City of Sound’s Dan Hill comments on the Architecture League’s exhibition “Toward the Sentient City”, at the Sentient City website. While he praises the intent and content of the exhibition, he wonders if it doesn’t go far enough in several ways. The last of these, “the positioning of architecture itself”, is particularly relevant to themes mammoth has been concerned with lately:
The Melbourne-based educator Leon van Schaik suggests architecture took a wrong turn when professionalising in the mid-19th century, in thrall to the engineer of the emerging industrial economy. Van Schaik’s critique is profoundly important, as it describes the seeds that have led to architecture’s near-marginalisation but also of its potentially influential future:
“To complete with this practical glamour our forebears went to the heart of making in architecture – its technologies of carving, moulding, draping or assembling – when they staked their claim to be caretakers of a body of knowledge for society. The architectural capacity to think and design in three and four dimensions, our highly developed spatial intelligence, was overlooked, and for the profession space became, by default, something that resulted from what was construction … What if our forebears had professionalised architecture around spatial intelligence rather than the technologies of shelter? Might society find it easier to recognise what is unique about what our kind of thinking can offer?” [Leon van Schaik, “Spatial Intelligence: New Futures for Architecture”]
The articulation and exploration of spatial histories that van Schaik suggests would be a fascinating next step for exhibitions such as this, and the designers involved. How might exhibitions help develop this understanding of how spatial intelligence, and how it augments the other intelligences of kinetic, natural, linguistic, logical, mathematical, musical and personal?…
I haven’t read van Schaik’s book, but it sounds like I ought to. One could certainly offer the same complaint about landscape architects that Hill offers about architects — that, in the attempt to carve out a niche of technological expertise for ourselves (to own a piece of what Habermas or Ellul would call ‘technique’), we’ve ceded the big picture (and, with it, the really interesting work) to the accidental whims of the engineers (experts in infrastructure), planners (experts in navigating the regulatory terrain of city-shaping), developers (experts in financing), and ecologists (experts in the science of relationship). If, without having read anything other than this quote, I understand van Schaik correctly, he’s suggesting that architects (and, by extension, landscape architects) ought to expand the terrain of architecture not by grabbing at other pieces of expertise (which would be essentially a zero-sum project), but by offering an entirely different kind of expertise, which is now offered only accidentally or incidentally, if at all.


Task statement: Filter the entries below, keeping every line that has the word "number".

Entries from a visual dataset:
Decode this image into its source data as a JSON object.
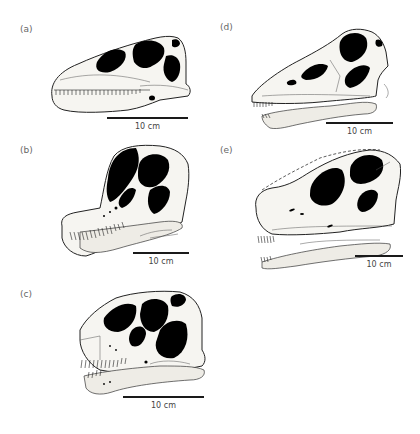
{
  "figure": {
    "panels": [
      {
        "id": "a",
        "label": "(a)",
        "scale_label": "10 cm",
        "description": "sauropod skull, long low snout, lateral view"
      },
      {
        "id": "b",
        "label": "(b)",
        "scale_label": "10 cm",
        "description": "sauropod skull, tall domed, lateral view"
      },
      {
        "id": "c",
        "label": "(c)",
        "scale_label": "10 cm",
        "description": "sauropod skull, short deep, lateral view"
      },
      {
        "id": "d",
        "label": "(d)",
        "scale_label": "10 cm",
        "description": "sauropod skull, elongate snout with lower jaw, lateral view"
      },
      {
        "id": "e",
        "label": "(e)",
        "scale_label": "10 cm",
        "description": "sauropod skull with dashed reconstructed outline, lateral view"
      }
    ],
    "colors": {
      "background": "#ffffff",
      "ink": "#1a1a1a",
      "bone": "#f6f5f1",
      "fenestra": "#000000",
      "label": "#666666"
    }
  }
}
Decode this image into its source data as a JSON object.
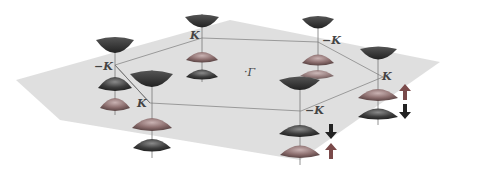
{
  "diagram": {
    "type": "brillouin-zone-valley-cones",
    "center_label": "·Γ",
    "valleys": [
      {
        "id": "v1",
        "label": "−K",
        "x": 113,
        "y": 65
      },
      {
        "id": "v2",
        "label": "K",
        "x": 202,
        "y": 36
      },
      {
        "id": "v3",
        "label": "−K",
        "x": 318,
        "y": 40
      },
      {
        "id": "v4",
        "label": "K",
        "x": 383,
        "y": 77
      },
      {
        "id": "v5",
        "label": "−K",
        "x": 301,
        "y": 111
      },
      {
        "id": "v6",
        "label": "K",
        "x": 150,
        "y": 103
      }
    ],
    "spin_arrows": [
      {
        "id": "a1",
        "direction": "up",
        "color": "#7a4a4a",
        "x": 405,
        "y": 92
      },
      {
        "id": "a2",
        "direction": "down",
        "color": "#222222",
        "x": 405,
        "y": 112
      },
      {
        "id": "a3",
        "direction": "down",
        "color": "#222222",
        "x": 331,
        "y": 132
      },
      {
        "id": "a4",
        "direction": "up",
        "color": "#7a4a4a",
        "x": 331,
        "y": 152
      }
    ],
    "colors": {
      "plane": "#d9d9d9",
      "hexagon": "#9a9a9a",
      "conduction_band": "#3a3a3a",
      "band_red": "#8a6a6a",
      "band_dark": "#4a4a4a"
    }
  }
}
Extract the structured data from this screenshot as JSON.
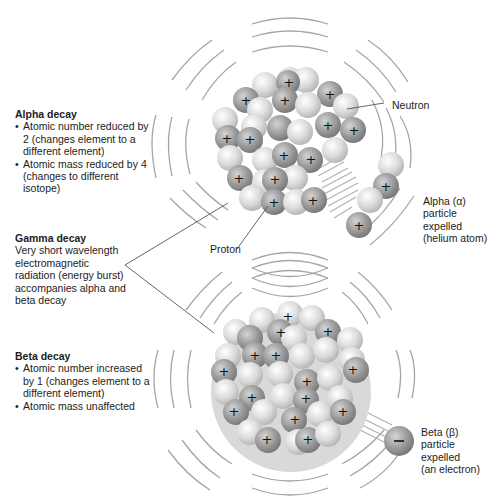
{
  "alpha": {
    "title": "Alpha decay",
    "bullets": [
      "Atomic number reduced by 2 (changes element to a different element)",
      "Atomic mass reduced by 4 (changes to different isotope)"
    ],
    "particle_label": [
      "Alpha (α)",
      "particle",
      "expelled",
      "(helium atom)"
    ]
  },
  "gamma": {
    "title": "Gamma decay",
    "description": "Very short wavelength electromagnetic radiation (energy burst) accompanies alpha and beta decay"
  },
  "beta": {
    "title": "Beta decay",
    "bullets": [
      "Atomic number increased by 1 (changes element to a different element)",
      "Atomic mass unaffected"
    ],
    "particle_label": [
      "Beta (β)",
      "particle",
      "expelled",
      "(an electron)"
    ]
  },
  "callouts": {
    "neutron": "Neutron",
    "proton": "Proton"
  },
  "symbols": {
    "plus": "+",
    "minus": "–"
  },
  "colors": {
    "proton": "#8e8e8e",
    "neutron": "#d6d6d6",
    "lines": "#9a9a9a",
    "text": "#1c1c1c"
  }
}
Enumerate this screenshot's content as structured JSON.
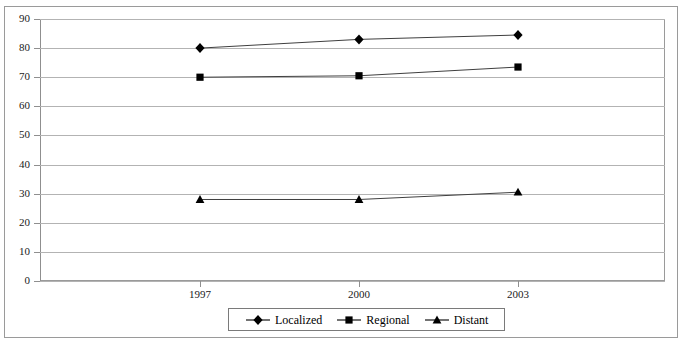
{
  "chart_data": {
    "type": "line",
    "title": "",
    "xlabel": "",
    "ylabel": "",
    "categories": [
      "1997",
      "2000",
      "2003"
    ],
    "ylim": [
      0,
      90
    ],
    "yticks": [
      "0",
      "10",
      "20",
      "30",
      "40",
      "50",
      "60",
      "70",
      "80",
      "90"
    ],
    "grid": true,
    "legend_position": "bottom",
    "series": [
      {
        "name": "Localized",
        "marker": "diamond",
        "color": "#000000",
        "values": [
          80,
          83,
          84.5
        ]
      },
      {
        "name": "Regional",
        "marker": "square",
        "color": "#000000",
        "values": [
          70,
          70.5,
          73.5
        ]
      },
      {
        "name": "Distant",
        "marker": "triangle",
        "color": "#000000",
        "values": [
          28,
          28,
          30.5
        ]
      }
    ]
  },
  "legend": {
    "items": [
      {
        "label": "Localized",
        "marker": "diamond-marker-icon"
      },
      {
        "label": "Regional",
        "marker": "square-marker-icon"
      },
      {
        "label": "Distant",
        "marker": "triangle-marker-icon"
      }
    ]
  },
  "colors": {
    "line": "#3f3f3f",
    "marker": "#000000",
    "grid": "#b3b3b3",
    "axis": "#8f8f8f",
    "border": "#9a9a9a",
    "background": "#ffffff"
  }
}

Solution to this exercise:
      "Atomic number reduced by 2 (changes element to a different element)",
      "Atomic number increased by 1 (changes element to a different element)",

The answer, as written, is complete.